The generic SSL forward proxy article describes outbound TLS interception performed by a proxy at the network edge. Netskope does the same job, but relocates the proxy: instead of an appliance in the data center, the interception happens in Netskope's cloud, the NewEdge global network of data planes, and traffic is steered there from wherever the user is. That single architectural shift is what makes it a Secure Service Edge (SSE) product rather than a box, and it changes how the pieces of the generic model are arranged without changing the mechanics of interception itself.
Where the proxy lives: steering to the cloud
Because the proxy is not on the local network, the first problem is getting traffic to it. Netskope calls this steering, and its reference architecture offers several methods for the forward-proxy (outbound) case: the Netskope One Client on managed endpoints (a lightweight agent that tunnels cloud and web traffic to the platform, with all proxying and security done in the cloud); GRE or IPsec tunnels from an on-premises egress device (with at least two tunnels to different NewEdge data planes recommended for resilience); and the Cloud Explicit Proxy, steered by a PAC file, for devices that cannot run the client. When explicit-proxy traffic is carried inside a tunnel, Netskope calls the method Explicit Proxy over Tunnel (EPoT). The common thread is that all of these deliver the user's web and cloud traffic to a NewEdge data plane, which is where the actual forward proxy sits.
Interception, unchanged in the middle
Once traffic reaches NewEdge, the interception is the generic model exactly. The Next Gen Secure Web Gateway terminates the user's TLS, opens its own session to the destination, decrypts, inspects, applies policy (web filtering, threat protection, DLP, inline CASB controls), and re-encrypts. And it depends on the same trust anchor every interception depends on: the Netskope root CA must be trusted on the endpoints, or clients will reject the re-signed certificates. Netskope's own documentation is explicit that user SAML authentication and SSL inspection are possible only if the Netskope root and intermediate certificate bundle can be installed on the endpoints. For remote users on the Cloud Explicit Proxy, the root certificate is downloaded and installed per device. This is the cloud-hosted version of the "install the proxy's CA on managed devices" requirement from the generic article.
Identifying the user: SAML in the forward-proxy path
A forward proxy needs to know who the user is to apply per-user policy, and here Netskope leans on SAML, which is why this topic touches the SAML proxy article. In the explicit-proxy path, user identity can be established with a SAML 2.0 IdP, configured under Settings > Security Cloud Platform > Forward Proxy > SAML; the user's browser is set to use port 8081 for this, and the authenticated identity then drives policy. The plain Cloud Explicit Proxy, once a user is identified, relies on cookie surrogates to keep associating subsequent requests with that user. Remote users from unknown locations are required to authenticate to the IdP before browsing. This is the forward-proxy use of SAML (authenticate the user of an outbound session); it is distinct from Netskope's SAML reverse proxy, which inserts into a SaaS application's own SSO flow to control inbound access to sanctioned apps clientlessly, the reverse-proxy side that the SAML proxy article's federation discussion describes.
The pinning problem, and Bypass + Tunnel
Being a forward proxy, Netskope hits the same wall the generic article describes: certificate-pinned applications reject the re-signed certificate and break. Netskope's handling has a useful twist for a cloud proxy. A plain Bypass sends the traffic straight to its destination, skipping Netskope entirely. But pinned applications also have the option to Bypass Netskope Proxy + Tunnel: the traffic is still tunneled to Netskope and egresses through its data plane (so it is still steered and still visible at the connection level), but SSL decryption and policy enforcement are skipped for it. That preserves egress control and some visibility for pinned apps that cannot tolerate interception, and Netskope recommends Bypass + Tunnel over a plain bypass for exactly that reason. It is the cloud-proxy expression of the generic article's rule that a real interception deployment is inspect-by-default plus a maintained set of exceptions for pinned and otherwise un-interceptable traffic.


ASSIGNMENT: Go through the records and report each line in which the word "repair" occurs.

╭──

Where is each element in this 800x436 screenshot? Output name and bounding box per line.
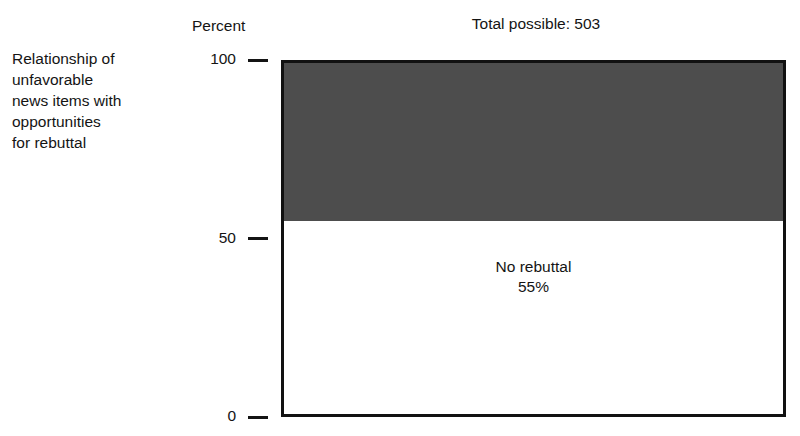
bar-segment-no-rebuttal: No rebuttal 55% <box>284 221 783 414</box>
bar-segment-rebuttal <box>284 63 783 221</box>
bar-segment-value: 55% <box>284 277 783 297</box>
bar-segment-label: No rebuttal 55% <box>284 257 783 297</box>
plot-area: No rebuttal 55% <box>281 60 786 417</box>
y-axis-tick-label: 0 <box>227 408 236 424</box>
chart-title: Total possible: 503 <box>286 14 786 33</box>
chart-caption: Relationship of unfavorable news items w… <box>12 48 187 153</box>
y-axis-tick-dash-icon <box>248 59 268 62</box>
y-axis-tick-dash-icon <box>248 237 268 240</box>
y-axis-tick-label: 100 <box>210 51 236 67</box>
stacked-bar: No rebuttal 55% <box>284 63 783 414</box>
y-axis-tick-dash-icon <box>248 416 268 419</box>
bar-segment-name: No rebuttal <box>496 258 572 275</box>
y-axis-tick-label: 50 <box>219 230 236 246</box>
y-axis-unit-label: Percent <box>192 16 245 35</box>
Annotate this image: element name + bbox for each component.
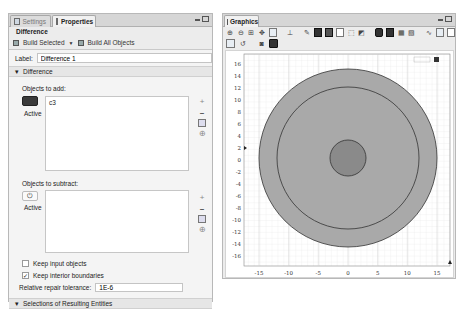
- section-selections-title: Selections of Resulting Entities: [23, 300, 112, 307]
- graphics-tabbar: Graphics: [223, 14, 455, 27]
- repair-tolerance-field[interactable]: [95, 283, 183, 292]
- reset-icon[interactable]: ↺: [238, 39, 247, 48]
- svg-text:0: 0: [346, 270, 350, 276]
- clear-selection-icon[interactable]: [198, 119, 206, 127]
- plus-icon[interactable]: +: [200, 97, 205, 106]
- render-icon[interactable]: ∿: [425, 28, 433, 37]
- tab-properties[interactable]: Properties: [52, 15, 96, 27]
- settings-content: Label: ▾ Difference Objects to add: Acti…: [9, 49, 212, 301]
- view-all-icon[interactable]: [436, 28, 444, 37]
- view-settings-icon[interactable]: [447, 28, 455, 37]
- svg-text:8: 8: [238, 109, 242, 115]
- power-icon: ⏻: [27, 192, 33, 200]
- zoom-extents-icon[interactable]: ✥: [258, 28, 266, 37]
- repair-tolerance-row: Relative repair tolerance:: [19, 283, 183, 292]
- camera-icon[interactable]: ◙: [257, 39, 266, 48]
- section-selections[interactable]: ▾ Selections of Resulting Entities: [9, 298, 212, 309]
- svg-text:-10: -10: [284, 270, 293, 276]
- keep-input-objects-row: Keep input objects: [22, 260, 86, 267]
- axis-orientation-icon[interactable]: ⊥: [286, 28, 294, 37]
- minimize-icon[interactable]: [195, 19, 200, 21]
- settings-tabbar: Settings Properties: [9, 14, 212, 27]
- graphics-toolbar-row2: ↺ ◙: [223, 38, 455, 49]
- pan-icon[interactable]: [269, 28, 277, 37]
- maximize-icon[interactable]: [202, 16, 209, 22]
- wireframe-icon[interactable]: [386, 28, 394, 37]
- select-icon[interactable]: ✎: [304, 28, 312, 37]
- objects-to-add-list[interactable]: c3: [45, 96, 189, 171]
- keep-input-objects-checkbox[interactable]: [22, 260, 29, 267]
- svg-text:-2: -2: [236, 169, 241, 175]
- tab-settings-label: Settings: [23, 18, 47, 25]
- zoom-in-icon[interactable]: ⊕: [226, 28, 234, 37]
- objects-to-subtract-list[interactable]: [45, 190, 189, 253]
- window-controls: [195, 16, 209, 22]
- svg-text:0: 0: [238, 157, 242, 163]
- zoom-box-icon[interactable]: ⊞: [247, 28, 255, 37]
- zoom-to-selection-icon[interactable]: ⊕: [199, 225, 206, 234]
- svg-text:14: 14: [234, 73, 241, 79]
- save-icon[interactable]: [269, 39, 278, 48]
- inner-circle[interactable]: [330, 140, 366, 176]
- svg-text:2: 2: [238, 145, 242, 151]
- geometry-plot: 16 14 12 10 8 6 4 2 0 -2 -4 -6 -8 -10 -1…: [226, 51, 455, 279]
- svg-text:-10: -10: [232, 217, 241, 223]
- keep-input-objects-label: Keep input objects: [33, 260, 86, 267]
- svg-text:4: 4: [238, 133, 242, 139]
- select-point-icon[interactable]: [336, 28, 344, 37]
- minus-icon[interactable]: –: [200, 204, 204, 213]
- transparency-icon[interactable]: [375, 28, 383, 37]
- svg-text:16: 16: [234, 61, 241, 67]
- svg-text:-8: -8: [236, 205, 242, 211]
- deselect-icon[interactable]: ⬚: [347, 28, 355, 37]
- toolbar-separator: [369, 28, 372, 37]
- tab-properties-label: Properties: [61, 18, 93, 25]
- collapse-triangle-icon: ▾: [15, 300, 19, 308]
- chevron-down-icon[interactable]: ▼: [69, 40, 74, 46]
- svg-text:-15: -15: [255, 270, 264, 276]
- add-active-label: Active: [24, 110, 42, 117]
- label-field[interactable]: [37, 53, 212, 63]
- maximize-icon[interactable]: [445, 16, 452, 22]
- subtract-active-toggle[interactable]: ⏻: [22, 191, 38, 201]
- svg-text:10: 10: [404, 270, 411, 276]
- clear-selection-icon[interactable]: [198, 215, 206, 223]
- tab-settings[interactable]: Settings: [10, 15, 51, 27]
- plus-icon[interactable]: +: [200, 193, 205, 202]
- graphics-axes-icon: [227, 19, 228, 25]
- zoom-to-selection-icon[interactable]: ⊕: [199, 129, 206, 138]
- list-item[interactable]: c3: [49, 99, 185, 106]
- keep-interior-boundaries-row: ✓ Keep interior boundaries: [22, 272, 104, 279]
- build-all-button[interactable]: Build All Objects: [88, 39, 135, 46]
- label-caption: Label:: [15, 55, 33, 62]
- build-selected-button[interactable]: Build Selected: [23, 39, 65, 46]
- repair-tolerance-label: Relative repair tolerance:: [19, 284, 91, 291]
- grid-icon[interactable]: ▦: [397, 28, 405, 37]
- section-difference[interactable]: ▾ Difference: [9, 66, 212, 77]
- svg-text:-12: -12: [232, 229, 241, 235]
- tab-graphics[interactable]: Graphics: [224, 15, 259, 27]
- add-active-toggle[interactable]: [22, 96, 38, 106]
- settings-panel: Settings Properties Difference Build Sel…: [8, 13, 213, 302]
- minimize-icon[interactable]: [438, 19, 443, 21]
- section-difference-title: Difference: [23, 68, 53, 75]
- svg-text:10: 10: [234, 97, 241, 103]
- toolbar-separator: [297, 28, 300, 37]
- show-axis-icon[interactable]: ▧: [408, 28, 416, 37]
- zoom-out-icon[interactable]: ⊖: [237, 28, 245, 37]
- svg-text:-16: -16: [232, 253, 241, 259]
- graphics-canvas[interactable]: 16 14 12 10 8 6 4 2 0 -2 -4 -6 -8 -10 -1…: [225, 50, 454, 278]
- toolbar-separator: [419, 28, 422, 37]
- collapse-triangle-icon: ▾: [15, 68, 19, 76]
- build-selected-icon: [13, 40, 19, 46]
- image-snapshot-icon[interactable]: [226, 39, 235, 48]
- svg-text:12: 12: [234, 85, 241, 91]
- select-boundary-icon[interactable]: [325, 28, 333, 37]
- minus-icon[interactable]: –: [200, 108, 204, 117]
- svg-text:-6: -6: [236, 193, 242, 199]
- x-axis-ticks: -15 -10 -5 0 5 10 15: [255, 270, 441, 276]
- select-domain-icon[interactable]: [314, 28, 322, 37]
- scene-light-icon[interactable]: ◩: [358, 28, 366, 37]
- keep-interior-boundaries-checkbox[interactable]: ✓: [22, 272, 29, 279]
- objects-to-add-caption: Objects to add:: [22, 85, 66, 92]
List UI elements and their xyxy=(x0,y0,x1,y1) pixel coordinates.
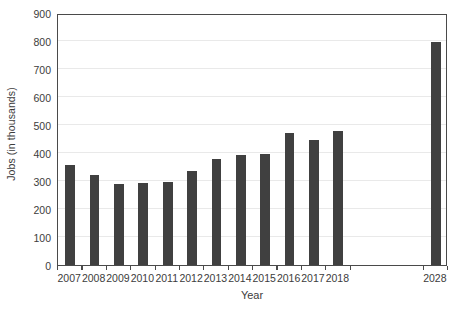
bar xyxy=(65,165,75,265)
x-axis-tick xyxy=(301,266,302,270)
bar xyxy=(309,140,319,265)
x-axis-tick-label: 2012 xyxy=(179,272,202,284)
bars-layer xyxy=(58,15,446,265)
x-axis-tick-label: 2010 xyxy=(131,272,154,284)
x-axis-tick xyxy=(228,266,229,270)
bar xyxy=(187,171,197,265)
y-axis-tick-label: 900 xyxy=(33,8,51,20)
x-axis-ticks xyxy=(57,266,447,271)
x-axis-tick-label: 2018 xyxy=(326,272,349,284)
x-axis-tick-label: 2009 xyxy=(106,272,129,284)
y-axis-title: Jobs (in thousands) xyxy=(0,0,22,268)
y-axis-tick-label: 700 xyxy=(33,64,51,76)
x-axis-tick xyxy=(106,266,107,270)
y-axis-tick-label: 600 xyxy=(33,92,51,104)
y-axis-tick-label: 300 xyxy=(33,176,51,188)
y-axis-tick-label: 100 xyxy=(33,232,51,244)
x-axis-tick xyxy=(57,266,58,270)
bar-chart: Jobs (in thousands) 01002003004005006007… xyxy=(0,0,464,310)
x-axis-tick-label: 2007 xyxy=(58,272,81,284)
x-axis-tick xyxy=(155,266,156,270)
bar xyxy=(285,133,295,265)
x-axis-title: Year xyxy=(57,289,447,301)
x-axis-tick-label: 2013 xyxy=(204,272,227,284)
bar xyxy=(431,42,441,265)
bar xyxy=(90,175,100,265)
y-axis-tick-label: 800 xyxy=(33,36,51,48)
x-axis-tick xyxy=(179,266,180,270)
bar xyxy=(236,155,246,265)
y-axis-tick-label: 500 xyxy=(33,120,51,132)
x-axis-tick-labels: 2007200820092010201120122013201420152016… xyxy=(57,272,447,288)
x-axis-tick xyxy=(130,266,131,270)
bar xyxy=(138,183,148,265)
y-axis-tick-labels: 0100200300400500600700800900 xyxy=(22,0,55,268)
x-axis-tick-label: 2008 xyxy=(82,272,105,284)
y-axis-tick-label: 400 xyxy=(33,148,51,160)
x-axis-tick-label: 2017 xyxy=(301,272,324,284)
y-axis-title-label: Jobs (in thousands) xyxy=(5,87,17,181)
x-axis-tick-label: 2014 xyxy=(228,272,251,284)
x-axis-tick-label: 2011 xyxy=(155,272,178,284)
bar xyxy=(260,154,270,265)
plot-area xyxy=(57,14,447,266)
x-axis-tick-label: 2016 xyxy=(277,272,300,284)
bar xyxy=(114,184,124,265)
x-axis-tick xyxy=(350,266,351,270)
y-axis-tick-label: 200 xyxy=(33,204,51,216)
y-axis-tick-label: 0 xyxy=(45,260,51,272)
x-axis-tick xyxy=(276,266,277,270)
x-axis-tick xyxy=(252,266,253,270)
x-axis-tick xyxy=(325,266,326,270)
x-axis-tick-label: 2028 xyxy=(423,272,446,284)
x-axis-tick-label: 2015 xyxy=(253,272,276,284)
x-axis-tick xyxy=(81,266,82,270)
x-axis-tick xyxy=(203,266,204,270)
bar xyxy=(333,131,343,265)
bar xyxy=(212,159,222,265)
bar xyxy=(163,182,173,265)
x-axis-tick xyxy=(447,266,448,270)
x-axis-tick xyxy=(423,266,424,270)
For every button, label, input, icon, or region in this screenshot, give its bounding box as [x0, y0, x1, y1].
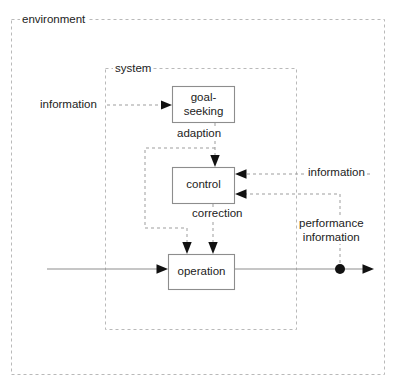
arrowhead-goal-seeking-to-control — [210, 155, 219, 167]
system-region-label: system — [113, 62, 153, 76]
arrowhead-operation-to-output — [363, 264, 375, 274]
arrowhead-adaption-loop-to-operation — [182, 242, 191, 254]
edge-label-performance-information: performance information — [297, 217, 366, 244]
environment-region-label: environment — [20, 13, 87, 27]
output-junction-dot — [335, 264, 345, 274]
edge-label-correction: correction — [190, 207, 245, 221]
arrowhead-information-to-goal-seeking — [161, 101, 172, 110]
node-goal-seeking-label-line1: goal- — [172, 91, 235, 105]
node-goal-seeking-label: goal- seeking — [172, 91, 235, 118]
arrowhead-information-right-to-control — [235, 169, 247, 179]
edge-label-information-right: information — [306, 166, 367, 180]
node-control-label: control — [172, 178, 235, 192]
edge-label-adaption: adaption — [175, 127, 223, 141]
arrowhead-performance-information-to-control — [235, 189, 247, 199]
node-goal-seeking-label-line2: seeking — [172, 105, 235, 119]
diagram-canvas: environment system goal- seeking control… — [0, 0, 394, 388]
arrowhead-control-to-operation — [208, 242, 217, 254]
arrowhead-input-to-operation — [157, 264, 169, 274]
diagram-svg — [0, 0, 394, 388]
edge-label-performance-information-line2: information — [299, 231, 364, 245]
node-operation-label: operation — [168, 265, 235, 279]
edge-label-information-input: information — [38, 98, 99, 112]
edge-label-performance-information-line1: performance — [299, 217, 364, 231]
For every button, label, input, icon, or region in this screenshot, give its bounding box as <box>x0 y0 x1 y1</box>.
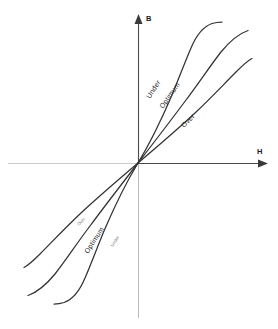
bh-curve-figure: B H Under Optimum Over Over Optimum Unde… <box>0 0 278 329</box>
curve-label-under-upper: Under <box>145 79 162 100</box>
h-axis-arrowhead <box>258 160 268 168</box>
curve-label-under-lower: Under <box>110 234 121 247</box>
axes-group <box>8 14 268 318</box>
curve-label-optimum-upper: Optimum <box>158 81 182 110</box>
b-axis-arrowhead <box>135 14 143 24</box>
curves-lower-group <box>24 163 138 304</box>
curve-over-upper <box>138 59 252 164</box>
curve-optimum-upper <box>138 31 248 164</box>
curve-optimum-lower <box>28 163 138 296</box>
bh-curve-plot: B H Under Optimum Over Over Optimum Unde… <box>0 0 278 329</box>
curve-over-lower <box>24 163 138 268</box>
h-axis-label: H <box>257 147 262 156</box>
curve-label-over-lower: Over <box>76 216 87 227</box>
b-axis-label: B <box>146 14 152 23</box>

╰──

RESULT:
- repair-tolerance-field[interactable]: [95, 283, 183, 292]
- repair-tolerance-row: Relative repair tolerance:: [19, 283, 183, 292]
- repair-tolerance-label: Relative repair tolerance:: [19, 284, 91, 291]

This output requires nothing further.